A Glimpse at Iran's Nuclear Sites

ByABC News
March 30, 2005, 2:08 PM

March 30, 2005 — -- Iran today allowed reporters a rare glimpse inside its nuclear facility at Natanz, home to Iran's centrifuge uranium-enrichment program.

According to wire reports, no centrifuges were visible during the three-hour tour, which was conducted by Iran's President Mohammad Khatami himself.

Iran maintains a pilot-scale fuel enrichment plant at Natanz, consisting of 164 centrifuges, and has plans to construct a much larger cascade of more than 50,000 machines that would produce uranium fuel for nuclear reactors.

Centrifuges enrich uranium, a process that can produce fuel for nuclear reactors that produce electricity. But the process can also make material for use in nuclear warheads.

For now, Natanz's centrifuges remain silent while France, Britain and Germany negotiate the terms of what they hope will be a permanent suspension of Iran's enrichment program.

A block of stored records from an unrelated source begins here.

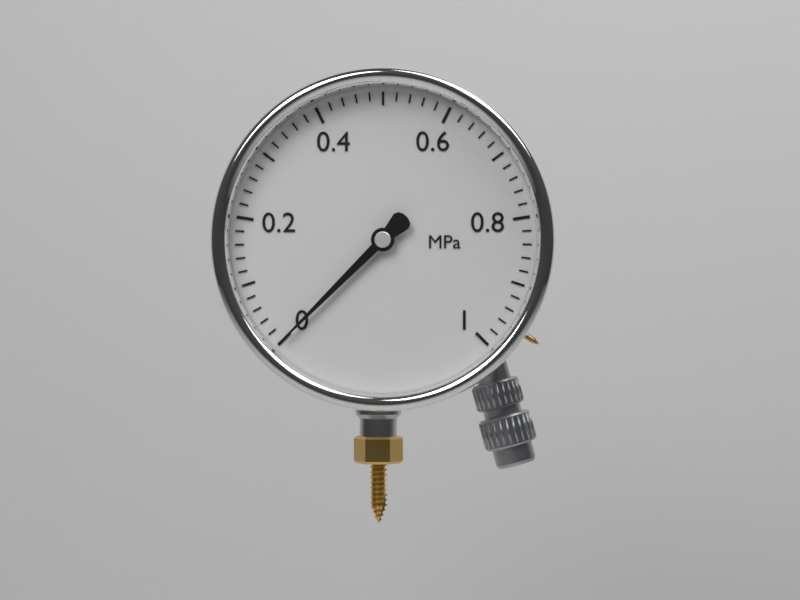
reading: 0.00 MPa
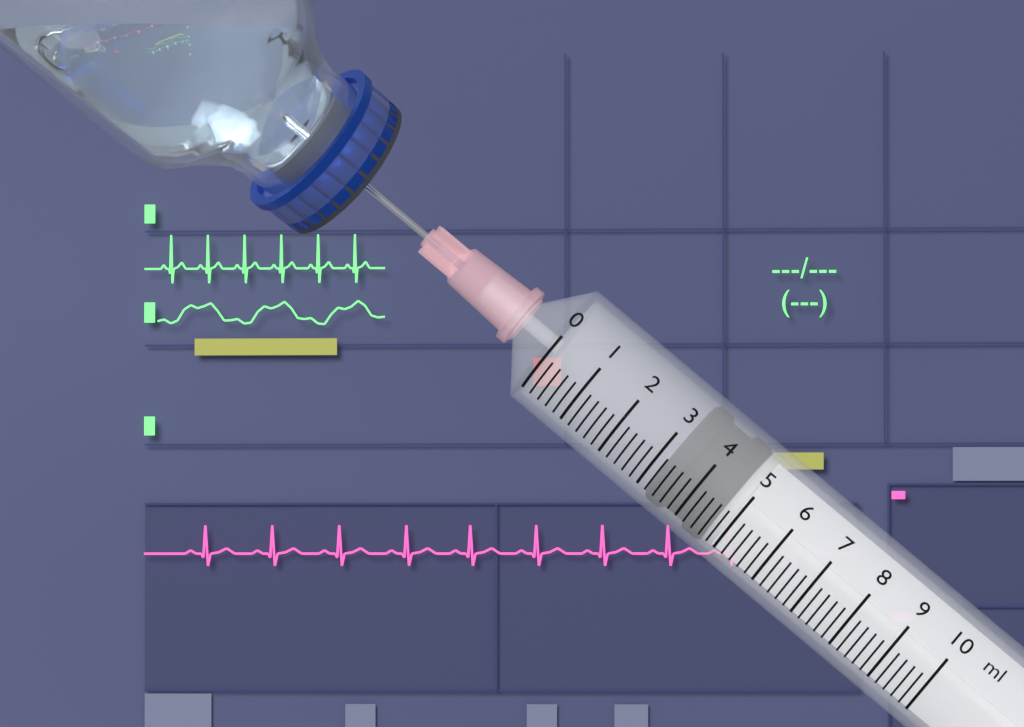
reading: 3.2 ml
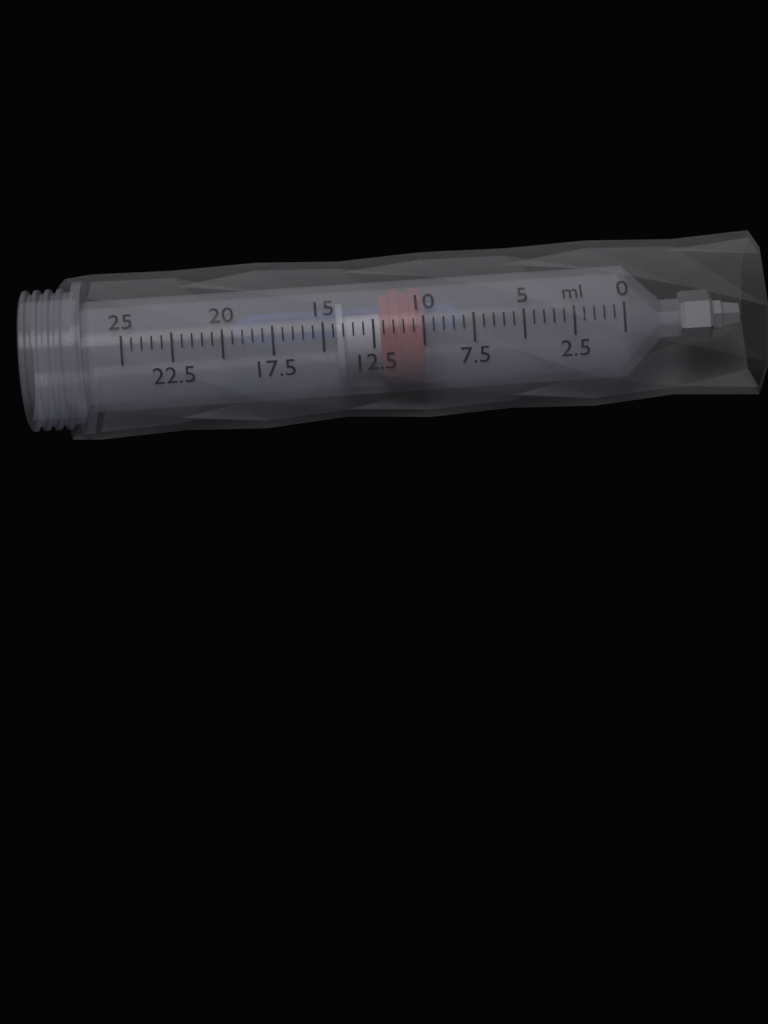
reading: 10.0 ml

Today's visit to the 1,100-acre complex, located about 150 miles south of Tehran, was intended to demonstrate Iran's commitment to enriching fuel only for nuclear power and the high-level monitoring of Iran's facilities remains under the International Atomic Energy Agency.

Skeptics note that the fuel for Iran's almost-completed reactor at Bushehr will be provided by Russia, and that an indigenous fuel-production capability makes little economic sense.

"Iran wants to present their uranium program as a fait accompli and is trying to tell the rest of the world to get used to it," said Jon Wolfsthal, deputy director for Nonproliferation at the Carnegie Endowment for International Peace. "The fact that it makes no economic sense and that Iran has no reactor that can use the material is irrelevant for Iran's leaders, who view the program as a nuclear insurance policy and a point of national pride."

A State Department spokesman said the "staged media visit" to Natanz would do nothing to ease international concerns about Iran's nuclear ambitions.

"If Iran were really serious about allaying the concerns of the international community, they would stop denying IAEA full and unrestricted access to suspicious sites," said spokesman Adam Ereli. "They would stop refusing IAEA requests to interview key officials associated with Iran's nuclear facilities. They would tell the truth about the history of their advance P-2 centrifuge program."